Seanad debates

Wednesday, 8 March 2023

Good Friday Agreement and Windsor Framework: Motion

 

10:30 am

Photo of Vincent P MartinVincent P Martin (Green Party) | Oireachtas source

I welcome the Minister of State.I commend Sinn Féin on tabling this motion and for the tone, tenor and language of its Members' opening contributions. As no doubt proud republicans, it demonstrated a generosity that was so needed in the past. For the future, including the current big challenge but even looking beyond that, we can take great strength from the past. Then UK Prime Minister, Tony Blair, and Taoiseach, Bertie Ahern, are quite correctly credited for their great contribution but we hear less about former Prime Minister John Major and former Taoiseach Albert Reynolds, who were vital precursors to the Good Friday Agreement. When Albert Reynolds was elected leader of Fianna Fáil, the republican party, he said at the press conference his number one aim was to bring peace to the island of Ireland.

Sometimes the roles of Gerry Adams, Martin McGuinness and, wait for it, Ian Paisley and Peter Robinson are airbrushed out of history. It is churlish not to mention the fact that Gerry Adams, Martin McGuinness and his fellow colleagues, as the strong republican voice in the North, delivered and led republicans. Equally and ironically so, Ian Paisley, who was against the Good Friday Agreement, probably did more to copper-fasten and cement it when he worked it. He and Peter Robinson worked that agreement; it is just a pity they did not do so sooner. We have to take strength from the sacrifices and compromises of the past and look to the future. If we get stuck in the past, it will not pave the way for a bright future of reconciliation.

In the context of a motion on the Good Friday Agreement, I will also single out the leadership of the late David Ervine. His sister-in-law, Linda Ervine, addressed the House a couple of years ago. David Ervine led loyalism. He said it was his community that was suffering on the front line. Ervine called out Ian Paisley, before Paisley had his road to Damascus conversion, by telling Big Ian to cop himself on, asking him what he was talking about, and telling him they were dealing with real people and lives. That was incredible, breath-of-fresh-air leadership. We correctly mentioned Monica McWilliams. History has been and will be very kind to the Northern Ireland Women's Coalition.

We should also remember Irish America. I am thinking especially of former Congressman Brian Donnelly who died in Massachusetts on 28 February. He was one of many people who sharply focused and unified the American view, which came on board, even if it was a little late, with the John Hume school of thought of respecting the consent principle. It was vital to have one unified voice. Of course, Teddy Kennedy, Brian Donnelly, Tip O'Neill and others, were so instrumental in establishing, as one of the vital precursors, the bipartisan approach of Congress. Only last year, a bipartisan congressional delegation visited the House and its leader addressed it. It was so important America could do that, when its politics are so fractured. America speaks with one voice on this. I spoke to the Republican and Democratic congressmen here; all were on the same page when it came to what is best for Ireland. They refused to turn it into a political football. It is too serious.

I am sure many will remember the statement made by Mike Nesbitt, leader of the Ulster Unionist Party from 2012 to 2017, "Wake up, the old certainties have gone." That was a brand new vision for unionism. Those old certainties are gone. I am not saying that in a triumphalist way but unionists are no longer in a majority. The days are long gone when there was a Protestant parliament for a Protestant people. We have a new beginning and a new dispensation. If we look to the past and what the Good Friday Agreement achieved, it was so much more and looked insurmountable compared with the challenge of the protocol. We can take hope from the work of the Good Friday Agreement and its complex infrastructure as the way forward now for the protocol and the next generation. The Good Friday Agreement was clearly the most important agreement in our lifetime.

We have to wake up. The old certainties have gone. The responsible leadership of unionism and republicanism is crucial to that but the catalyst for all this is in the middle ground. It is what the Alliance Party espouses regarding no veto by one of the big parties in the North. When we review and change the Good Friday Agreement, we should not allow one party to collapse the Assembly, be it Sinn Féin over cash for ash, when its members walked out for a number of years, or the DUP, which has currently collapsed it; not one party. We should remove ourselves from the sectarianism of a single party, which can be perceived as playing to a certain constituency. I know the DUP would disagree with that; it is not my opinion but that of certain people.

Although it is not about them tonight, I hope unionists take time - Senator Currie offered them words of wisdom in a very respectful way - to do what is best for unionism and this country. If they do not do so on this occasion, and I hate to say this, they give succour to the proposition and argument that they have a difficulty with a nationalist leader in the North, which the current electorate has decided, if the Stormont government reopens. All roads lead to reconciliation. Let us take inspiration, hope and strength from the Good Friday Agreement, and the role the EU, US, all those leaders I mentioned, and so many others I did not have time to mention, as the future of an authentic, long-term peace embraced by all.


Return the lines below that contain the word "ylabel".

****************

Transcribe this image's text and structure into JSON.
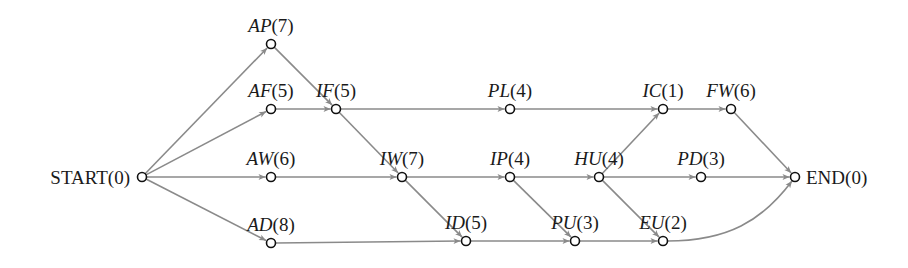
{
  "diagram": {
    "type": "activity-on-node network",
    "colors": {
      "edge": "#8a8a8a",
      "node_stroke": "#111111",
      "text": "#1a1a1a"
    },
    "nodes": [
      {
        "id": "START",
        "name": "START",
        "duration": "(0)",
        "x": 142,
        "y": 177,
        "italic": false,
        "label_pos": "left"
      },
      {
        "id": "AP",
        "name": "AP",
        "duration": "(7)",
        "x": 271,
        "y": 44,
        "italic": true,
        "label_pos": "above"
      },
      {
        "id": "AF",
        "name": "AF",
        "duration": "(5)",
        "x": 271,
        "y": 109,
        "italic": true,
        "label_pos": "above"
      },
      {
        "id": "AW",
        "name": "AW",
        "duration": "(6)",
        "x": 271,
        "y": 177,
        "italic": true,
        "label_pos": "above"
      },
      {
        "id": "AD",
        "name": "AD",
        "duration": "(8)",
        "x": 271,
        "y": 243,
        "italic": true,
        "label_pos": "above"
      },
      {
        "id": "IF",
        "name": "IF",
        "duration": "(5)",
        "x": 336,
        "y": 109,
        "italic": true,
        "label_pos": "above"
      },
      {
        "id": "PL",
        "name": "PL",
        "duration": "(4)",
        "x": 510,
        "y": 109,
        "italic": true,
        "label_pos": "above"
      },
      {
        "id": "IC",
        "name": "IC",
        "duration": "(1)",
        "x": 663,
        "y": 109,
        "italic": true,
        "label_pos": "above"
      },
      {
        "id": "FW",
        "name": "FW",
        "duration": "(6)",
        "x": 731,
        "y": 109,
        "italic": true,
        "label_pos": "above"
      },
      {
        "id": "IW",
        "name": "IW",
        "duration": "(7)",
        "x": 402,
        "y": 177,
        "italic": true,
        "label_pos": "above"
      },
      {
        "id": "IP",
        "name": "IP",
        "duration": "(4)",
        "x": 510,
        "y": 177,
        "italic": true,
        "label_pos": "above"
      },
      {
        "id": "HU",
        "name": "HU",
        "duration": "(4)",
        "x": 599,
        "y": 177,
        "italic": true,
        "label_pos": "above"
      },
      {
        "id": "PD",
        "name": "PD",
        "duration": "(3)",
        "x": 701,
        "y": 177,
        "italic": true,
        "label_pos": "above"
      },
      {
        "id": "END",
        "name": "END",
        "duration": "(0)",
        "x": 795,
        "y": 177,
        "italic": false,
        "label_pos": "right"
      },
      {
        "id": "ID",
        "name": "ID",
        "duration": "(5)",
        "x": 466,
        "y": 241,
        "italic": true,
        "label_pos": "above"
      },
      {
        "id": "PU",
        "name": "PU",
        "duration": "(3)",
        "x": 575,
        "y": 241,
        "italic": true,
        "label_pos": "above"
      },
      {
        "id": "EU",
        "name": "EU",
        "duration": "(2)",
        "x": 663,
        "y": 241,
        "italic": true,
        "label_pos": "above"
      }
    ],
    "edges": [
      {
        "from": "START",
        "to": "AP"
      },
      {
        "from": "START",
        "to": "AF"
      },
      {
        "from": "START",
        "to": "AW"
      },
      {
        "from": "START",
        "to": "AD"
      },
      {
        "from": "AP",
        "to": "IF"
      },
      {
        "from": "AF",
        "to": "IF"
      },
      {
        "from": "IF",
        "to": "PL"
      },
      {
        "from": "IF",
        "to": "IW"
      },
      {
        "from": "AW",
        "to": "IW"
      },
      {
        "from": "PL",
        "to": "IC"
      },
      {
        "from": "IC",
        "to": "FW"
      },
      {
        "from": "FW",
        "to": "END"
      },
      {
        "from": "IW",
        "to": "IP"
      },
      {
        "from": "IW",
        "to": "ID"
      },
      {
        "from": "IP",
        "to": "HU"
      },
      {
        "from": "IP",
        "to": "PU"
      },
      {
        "from": "HU",
        "to": "IC"
      },
      {
        "from": "HU",
        "to": "PD"
      },
      {
        "from": "HU",
        "to": "EU"
      },
      {
        "from": "PD",
        "to": "END"
      },
      {
        "from": "AD",
        "to": "ID"
      },
      {
        "from": "ID",
        "to": "PU"
      },
      {
        "from": "PU",
        "to": "EU"
      },
      {
        "from": "EU",
        "to": "END",
        "curved": true
      }
    ]
  }
}
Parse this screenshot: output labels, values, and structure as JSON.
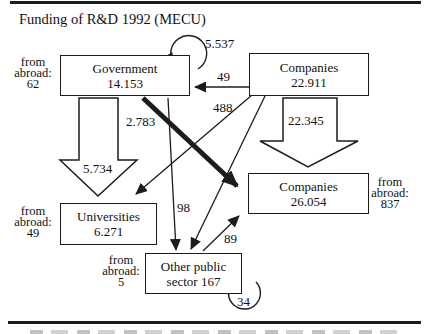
{
  "diagram": {
    "title": "Funding of R&D 1992 (MECU)",
    "nodes": {
      "government": {
        "label": "Government",
        "value": "14.153",
        "from_abroad": {
          "line1": "from",
          "line2": "abroad:",
          "value": "62"
        }
      },
      "companies_funding": {
        "label": "Companies",
        "value": "22.911"
      },
      "universities": {
        "label": "Universities",
        "value": "6.271",
        "from_abroad": {
          "line1": "from",
          "line2": "abroad:",
          "value": "49"
        }
      },
      "companies_performing": {
        "label": "Companies",
        "value": "26.054",
        "from_abroad": {
          "line1": "from",
          "line2": "abroad:",
          "value": "837"
        }
      },
      "other_public": {
        "label_line1": "Other public",
        "label_line2": "sector 167",
        "from_abroad": {
          "line1": "from",
          "line2": "abroad:",
          "value": "5"
        }
      }
    },
    "flows": {
      "government_self": "5.537",
      "companies_to_government": "49",
      "companies_to_universities": "488",
      "government_to_companies": "2.783",
      "government_to_universities": "5.734",
      "companies_to_companies": "22.345",
      "government_to_other_public": "98",
      "other_public_to_companies": "89",
      "other_public_self": "34"
    }
  }
}
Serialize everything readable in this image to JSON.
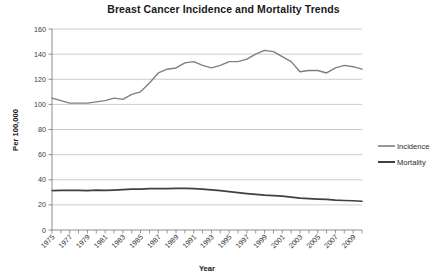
{
  "chart_data": {
    "type": "line",
    "title": "Breast Cancer Incidence and Mortality Trends",
    "xlabel": "Year",
    "ylabel": "Per 100,000",
    "ylim": [
      0,
      160
    ],
    "ytick_step": 20,
    "yticks": [
      "0",
      "20",
      "40",
      "60",
      "80",
      "100",
      "120",
      "140",
      "160"
    ],
    "xlim": [
      1975,
      2010
    ],
    "grid": "horizontal",
    "legend_position": "right",
    "x": [
      1975,
      1976,
      1977,
      1978,
      1979,
      1980,
      1981,
      1982,
      1983,
      1984,
      1985,
      1986,
      1987,
      1988,
      1989,
      1990,
      1991,
      1992,
      1993,
      1994,
      1995,
      1996,
      1997,
      1998,
      1999,
      2000,
      2001,
      2002,
      2003,
      2004,
      2005,
      2006,
      2007,
      2008,
      2009,
      2010
    ],
    "xtick_labels": [
      "1975",
      "1977",
      "1979",
      "1981",
      "1983",
      "1985",
      "1987",
      "1989",
      "1991",
      "1993",
      "1995",
      "1997",
      "1999",
      "2001",
      "2003",
      "2005",
      "2007",
      "2009"
    ],
    "series": [
      {
        "name": "Incidence",
        "color": "#7f7f7f",
        "values": [
          105,
          103,
          101,
          101,
          101,
          102,
          103,
          105,
          104,
          108,
          110,
          117,
          125,
          128,
          129,
          133,
          134,
          131,
          129,
          131,
          134,
          134,
          136,
          140,
          143,
          142,
          138,
          134,
          126,
          127,
          127,
          125,
          129,
          131,
          130,
          128
        ]
      },
      {
        "name": "Mortality",
        "color": "#404040",
        "values": [
          31.4,
          31.5,
          31.6,
          31.5,
          31.4,
          31.7,
          31.5,
          31.8,
          32.1,
          32.5,
          32.6,
          32.9,
          32.9,
          33.0,
          33.1,
          33.1,
          32.9,
          32.5,
          32.0,
          31.3,
          30.6,
          29.8,
          29.0,
          28.3,
          27.7,
          27.3,
          26.9,
          26.2,
          25.4,
          25.0,
          24.6,
          24.3,
          23.8,
          23.5,
          23.3,
          22.9
        ]
      }
    ]
  },
  "legend": {
    "items": [
      {
        "label": "Incidence"
      },
      {
        "label": "Mortality"
      }
    ]
  }
}
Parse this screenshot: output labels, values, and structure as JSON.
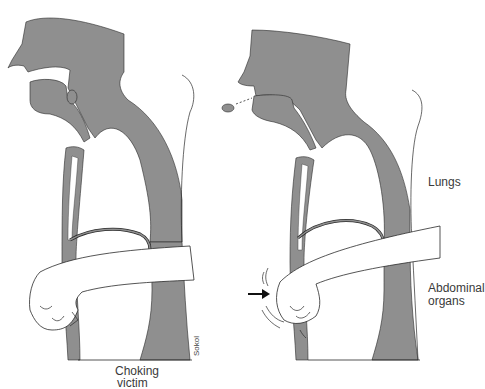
{
  "figure": {
    "panels": [
      {
        "id": "before",
        "caption": "Choking\nvictim",
        "caption_line1": "Choking",
        "caption_line2": "victim"
      },
      {
        "id": "during",
        "labels": [
          "Lungs",
          "Abdominal organs"
        ]
      }
    ],
    "labels": {
      "lungs": "Lungs",
      "abdominal_line1": "Abdominal",
      "abdominal_line2": "organs",
      "victim_line1": "Choking",
      "victim_line2": "victim",
      "artist_signature": "Sokol"
    },
    "colors": {
      "tissue": "#8f8f8f",
      "outline": "#2a2a2a",
      "background": "#ffffff",
      "text": "#3a3a3a"
    },
    "elements": {
      "left_panel": [
        "head-silhouette",
        "airway",
        "food-obstruction",
        "spine",
        "sternum",
        "diaphragm",
        "rescuer-arm",
        "fist"
      ],
      "right_panel": [
        "head-silhouette",
        "airway",
        "expelled-object",
        "spine",
        "sternum",
        "diaphragm",
        "rescuer-arm",
        "fist",
        "thrust-arrow",
        "motion-lines"
      ]
    }
  }
}
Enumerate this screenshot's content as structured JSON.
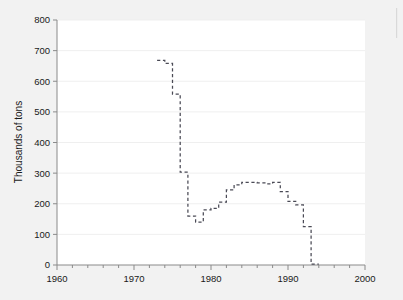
{
  "figure": {
    "background_color": "#f2f2f2",
    "plot_background_color": "#ffffff",
    "axis_color": "#8a8a8a",
    "grid_color": "#efefef",
    "series_color": "#4a4a55"
  },
  "chart_data": {
    "type": "line",
    "line_style": "dashed",
    "drawstyle": "steps-post",
    "title": "",
    "subtitle": "",
    "xlabel": "",
    "ylabel": "Thousands of tons",
    "xlim": [
      1960,
      2000
    ],
    "ylim": [
      0,
      800
    ],
    "xticks": [
      1960,
      1970,
      1980,
      1990,
      2000
    ],
    "xtick_labels": [
      "1960",
      "1970",
      "1980",
      "1990",
      "2000"
    ],
    "x_minor_tick_interval": 2,
    "yticks": [
      0,
      100,
      200,
      300,
      400,
      500,
      600,
      700,
      800
    ],
    "ytick_labels": [
      "0",
      "100",
      "200",
      "300",
      "400",
      "500",
      "600",
      "700",
      "800"
    ],
    "grid": "horizontal",
    "legend": "none",
    "annotations": [],
    "x": [
      1973,
      1974,
      1975,
      1976,
      1977,
      1978,
      1979,
      1980,
      1981,
      1982,
      1983,
      1984,
      1985,
      1986,
      1987,
      1988,
      1989,
      1990,
      1991,
      1992,
      1993,
      1994
    ],
    "values": [
      668,
      658,
      558,
      303,
      160,
      140,
      180,
      185,
      205,
      245,
      262,
      270,
      270,
      268,
      265,
      270,
      240,
      208,
      196,
      125,
      3,
      3
    ],
    "series": [
      {
        "name": "Thousands of tons",
        "values": [
          668,
          658,
          558,
          303,
          160,
          140,
          180,
          185,
          205,
          245,
          262,
          270,
          270,
          268,
          265,
          270,
          240,
          208,
          196,
          125,
          3,
          3
        ]
      }
    ]
  }
}
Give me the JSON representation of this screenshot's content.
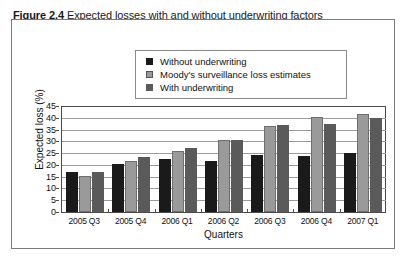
{
  "figure": {
    "caption_label": "Figure 2.4",
    "caption_text": "Expected losses with and without underwriting factors"
  },
  "legend": {
    "items": [
      {
        "label": "Without underwriting",
        "color": "#1a1a1a",
        "swatch": "legend-swatch-black"
      },
      {
        "label": "Moody's surveillance loss estimates",
        "color": "#9a9a9a",
        "swatch": "legend-swatch-gray"
      },
      {
        "label": "With underwriting",
        "color": "#5a5a5a",
        "swatch": "legend-swatch-dark-gray"
      }
    ]
  },
  "axes": {
    "y_title": "Expected loss (%)",
    "x_title": "Quarters",
    "y_ticks": [
      "45",
      "40",
      "35",
      "30",
      "25",
      "20",
      "15",
      "10",
      "5",
      "0"
    ]
  },
  "chart_data": {
    "type": "bar",
    "title": "Expected losses with and without underwriting factors",
    "xlabel": "Quarters",
    "ylabel": "Expected loss (%)",
    "ylim": [
      0,
      45
    ],
    "ytick_step": 5,
    "grid": true,
    "legend_position": "top-center",
    "categories": [
      "2005 Q3",
      "2005 Q4",
      "2006 Q1",
      "2006 Q2",
      "2006 Q3",
      "2006 Q4",
      "2007 Q1"
    ],
    "series": [
      {
        "name": "Without underwriting",
        "color": "#1a1a1a",
        "values": [
          16.8,
          20.2,
          22.5,
          21.8,
          24.3,
          23.9,
          24.9
        ]
      },
      {
        "name": "Moody's surveillance loss estimates",
        "color": "#9a9a9a",
        "values": [
          15.3,
          21.8,
          25.8,
          30.7,
          36.5,
          40.3,
          41.5
        ]
      },
      {
        "name": "With underwriting",
        "color": "#5a5a5a",
        "values": [
          16.8,
          23.5,
          27.3,
          30.6,
          37.0,
          37.2,
          40.0
        ]
      }
    ]
  }
}
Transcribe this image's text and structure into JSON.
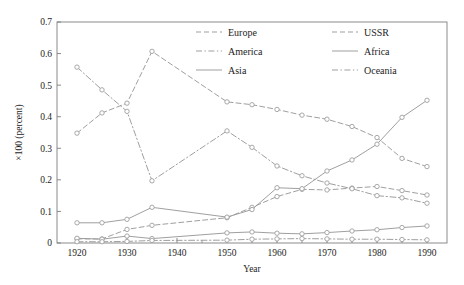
{
  "chart_data": {
    "type": "line",
    "title": "",
    "xlabel": "Year",
    "ylabel": "×100 (percent)",
    "xlim": [
      1916,
      1994
    ],
    "ylim": [
      0,
      0.7
    ],
    "yticks": [
      "0",
      "0.1",
      "0.2",
      "0.3",
      "0.4",
      "0.5",
      "0.6",
      "0.7"
    ],
    "ytick_values": [
      0,
      0.1,
      0.2,
      0.3,
      0.4,
      0.5,
      0.6,
      0.7
    ],
    "xticks": [
      "1920",
      "1930",
      "1940",
      "1950",
      "1960",
      "1970",
      "1980",
      "1990"
    ],
    "xtick_values": [
      1920,
      1930,
      1940,
      1950,
      1960,
      1970,
      1980,
      1990
    ],
    "xminor_values": [
      1925,
      1935,
      1945,
      1955,
      1965,
      1975,
      1985
    ],
    "grid": false,
    "legend_position": "top-center",
    "marker": "open-circle",
    "x": [
      1920,
      1925,
      1930,
      1935,
      1950,
      1955,
      1960,
      1965,
      1970,
      1975,
      1980,
      1985,
      1990
    ],
    "series": [
      {
        "name": "Europe",
        "style": "dashed",
        "values": [
          0.348,
          0.412,
          0.443,
          0.607,
          0.447,
          0.438,
          0.423,
          0.405,
          0.392,
          0.369,
          0.334,
          0.268,
          0.242
        ]
      },
      {
        "name": "USSR",
        "style": "dashed",
        "values": [
          0.013,
          0.013,
          0.043,
          0.056,
          0.08,
          0.113,
          0.147,
          0.17,
          0.168,
          0.174,
          0.179,
          0.166,
          0.152
        ]
      },
      {
        "name": "America",
        "style": "dash-dot",
        "values": [
          0.557,
          0.485,
          0.417,
          0.197,
          0.355,
          0.303,
          0.244,
          0.213,
          0.19,
          0.172,
          0.15,
          0.143,
          0.126
        ]
      },
      {
        "name": "Africa",
        "style": "solid",
        "values": [
          0.064,
          0.064,
          0.075,
          0.113,
          0.082,
          0.106,
          0.175,
          0.172,
          0.228,
          0.263,
          0.313,
          0.398,
          0.452
        ]
      },
      {
        "name": "Asia",
        "style": "solid",
        "values": [
          0.015,
          0.012,
          0.022,
          0.014,
          0.032,
          0.035,
          0.031,
          0.029,
          0.033,
          0.038,
          0.042,
          0.049,
          0.054
        ]
      },
      {
        "name": "Oceania",
        "style": "dash-dot",
        "values": [
          0.004,
          0.004,
          0.005,
          0.008,
          0.009,
          0.012,
          0.013,
          0.014,
          0.013,
          0.012,
          0.012,
          0.011,
          0.01
        ]
      }
    ],
    "legend_entries": [
      {
        "name": "Europe",
        "style": "dashed",
        "column": 0,
        "row": 0
      },
      {
        "name": "America",
        "style": "dash-dot",
        "column": 0,
        "row": 1
      },
      {
        "name": "Asia",
        "style": "solid",
        "column": 0,
        "row": 2
      },
      {
        "name": "USSR",
        "style": "dashed",
        "column": 1,
        "row": 0
      },
      {
        "name": "Africa",
        "style": "solid",
        "column": 1,
        "row": 1
      },
      {
        "name": "Oceania",
        "style": "dash-dot",
        "column": 1,
        "row": 2
      }
    ],
    "colors": {
      "line": "#9a9a9a",
      "marker_stroke": "#9a9a9a",
      "marker_fill": "#ffffff",
      "axis": "#7e7e7e",
      "text": "#1d1d1d",
      "background": "#ffffff"
    }
  }
}
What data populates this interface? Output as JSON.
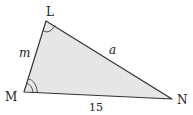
{
  "diagram": {
    "type": "triangle",
    "fill_color": "#e6e6e6",
    "stroke_color": "#333333",
    "vertices": {
      "L": {
        "label": "L",
        "x": 46,
        "y": 21
      },
      "M": {
        "label": "M",
        "x": 24,
        "y": 92
      },
      "N": {
        "label": "N",
        "x": 172,
        "y": 99
      }
    },
    "sides": {
      "LM": {
        "label": "m"
      },
      "LN": {
        "label": "a"
      },
      "MN": {
        "label": "15"
      }
    },
    "angle_marks": {
      "L": {
        "arcs": 1
      },
      "M": {
        "arcs": 2
      }
    }
  }
}
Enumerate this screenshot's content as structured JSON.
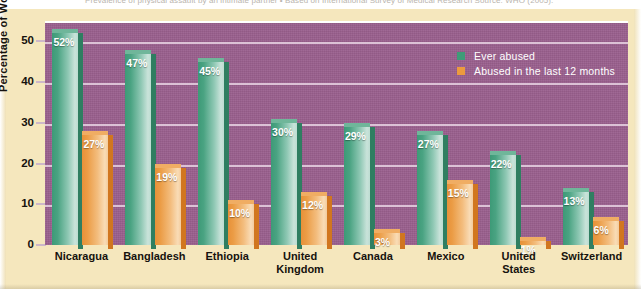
{
  "caption": {
    "text": "Prevalence of physical assault by an intimate partner  •  Based on International Survey of Medical Research   Source: WHO (2005)."
  },
  "chart_data": {
    "type": "bar",
    "title": "",
    "xlabel": "",
    "ylabel": "Percentage of Women",
    "ylim": [
      0,
      55
    ],
    "yticks": [
      "0",
      "10",
      "20",
      "30",
      "40",
      "50"
    ],
    "grid": true,
    "legend_position": "top-right",
    "categories": [
      "Nicaragua",
      "Bangladesh",
      "Ethiopia",
      "United Kingdom",
      "Canada",
      "Mexico",
      "United States",
      "Switzerland"
    ],
    "series": [
      {
        "name": "Ever abused",
        "color": "#3f9c78",
        "values": [
          52,
          47,
          45,
          30,
          29,
          27,
          22,
          13
        ],
        "labels": [
          "52%",
          "47%",
          "45%",
          "30%",
          "29%",
          "27%",
          "22%",
          "13%"
        ]
      },
      {
        "name": "Abused in the last 12 months",
        "color": "#ec9a3e",
        "values": [
          27,
          19,
          10,
          12,
          3,
          15,
          1,
          6
        ],
        "labels": [
          "27%",
          "19%",
          "10%",
          "12%",
          "3%",
          "15%",
          "1%",
          "6%"
        ]
      }
    ]
  },
  "colors": {
    "page_background": "#f5e7bd",
    "plot_background": "#9a5f8d",
    "gridline": "#e7d3e3",
    "series_green": "#3f9c78",
    "series_orange": "#ec9a3e",
    "axis_text": "#16120e",
    "legend_text": "#ffffff"
  }
}
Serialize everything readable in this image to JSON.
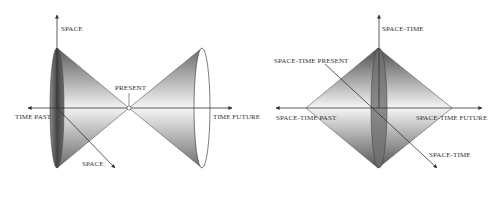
{
  "diagrams": {
    "left": {
      "title": "time light-cone",
      "labels": {
        "space_vertical": "SPACE",
        "present": "PRESENT",
        "time_past": "TIME PAST",
        "time_future": "TIME FUTURE",
        "space_diagonal": "SPACE"
      }
    },
    "right": {
      "title": "space-time diamond",
      "labels": {
        "space_time_vertical": "SPACE-TIME",
        "space_time_present": "SPACE-TIME PRESENT",
        "space_time_past": "SPACE-TIME PAST",
        "space_time_future": "SPACE-TIME FUTURE",
        "space_time_diagonal": "SPACE-TIME"
      }
    }
  },
  "colors": {
    "background": "#ffffff",
    "line": "#444444",
    "shade_dark": "#4a4a4a",
    "shade_mid": "#9a9a9a",
    "shade_light": "#f4f4f4",
    "text": "#333333"
  }
}
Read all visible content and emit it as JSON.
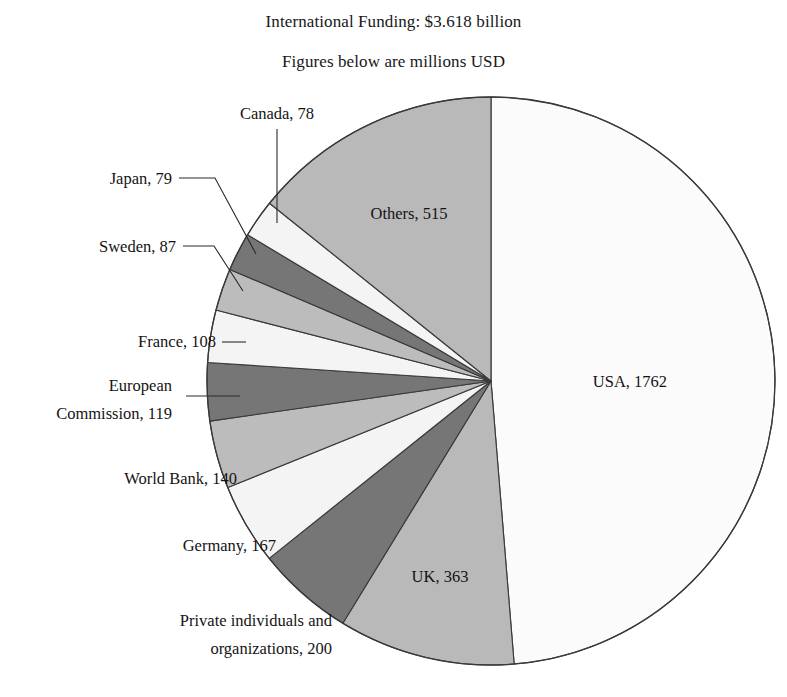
{
  "header": {
    "title": "International Funding: $3.618 billion",
    "subtitle": "Figures below are millions USD"
  },
  "chart_data": {
    "type": "pie",
    "title": "International Funding: $3.618 billion",
    "subtitle": "Figures below are millions USD",
    "units": "millions USD",
    "total": 3618,
    "total_display": "$3.618 billion",
    "legend": "none",
    "grid": false,
    "start_angle_deg": 0,
    "direction": "clockwise",
    "categories": [
      "USA",
      "UK",
      "Private individuals and organizations",
      "Germany",
      "World Bank",
      "European Commission",
      "France",
      "Sweden",
      "Japan",
      "Canada",
      "Others"
    ],
    "values": [
      1762,
      363,
      200,
      167,
      140,
      119,
      108,
      87,
      79,
      78,
      515
    ],
    "slices": [
      {
        "name": "USA",
        "value": 1762,
        "label": "USA, 1762",
        "color": "#fbfbfb",
        "label_placement": "inside"
      },
      {
        "name": "UK",
        "value": 363,
        "label": "UK, 363",
        "color": "#b9b9b9",
        "label_placement": "inside"
      },
      {
        "name": "Private individuals and organizations",
        "value": 200,
        "label": "Private individuals and organizations, 200",
        "label_line1": "Private individuals and",
        "label_line2": "organizations, 200",
        "color": "#767676",
        "label_placement": "outside"
      },
      {
        "name": "Germany",
        "value": 167,
        "label": "Germany, 167",
        "color": "#f4f4f4",
        "label_placement": "outside"
      },
      {
        "name": "World Bank",
        "value": 140,
        "label": "World Bank, 140",
        "color": "#bcbcbc",
        "label_placement": "outside"
      },
      {
        "name": "European Commission",
        "value": 119,
        "label": "European Commission, 119",
        "label_line1": "European",
        "label_line2": "Commission, 119",
        "color": "#767676",
        "label_placement": "outside"
      },
      {
        "name": "France",
        "value": 108,
        "label": "France, 108",
        "color": "#f4f4f4",
        "label_placement": "outside"
      },
      {
        "name": "Sweden",
        "value": 87,
        "label": "Sweden, 87",
        "color": "#bcbcbc",
        "label_placement": "outside"
      },
      {
        "name": "Japan",
        "value": 79,
        "label": "Japan, 79",
        "color": "#767676",
        "label_placement": "outside"
      },
      {
        "name": "Canada",
        "value": 78,
        "label": "Canada, 78",
        "color": "#f4f4f4",
        "label_placement": "outside"
      },
      {
        "name": "Others",
        "value": 515,
        "label": "Others, 515",
        "color": "#b9b9b9",
        "label_placement": "inside"
      }
    ],
    "colors": {
      "light": "#f4f4f4",
      "medium": "#b9b9b9",
      "dark": "#767676",
      "usa": "#fbfbfb",
      "outline": "#3a3a3a",
      "text": "#141414",
      "background": "#ffffff"
    }
  }
}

****************

THE ANSWER
    "ylabel": "Per 100,000",
    "ylabel": "Thousands of tons",
    "ylabel": "Expected loss (%)",
    "ylabel": "×100 (percent)",
    "ylabel": "Percentage of Women",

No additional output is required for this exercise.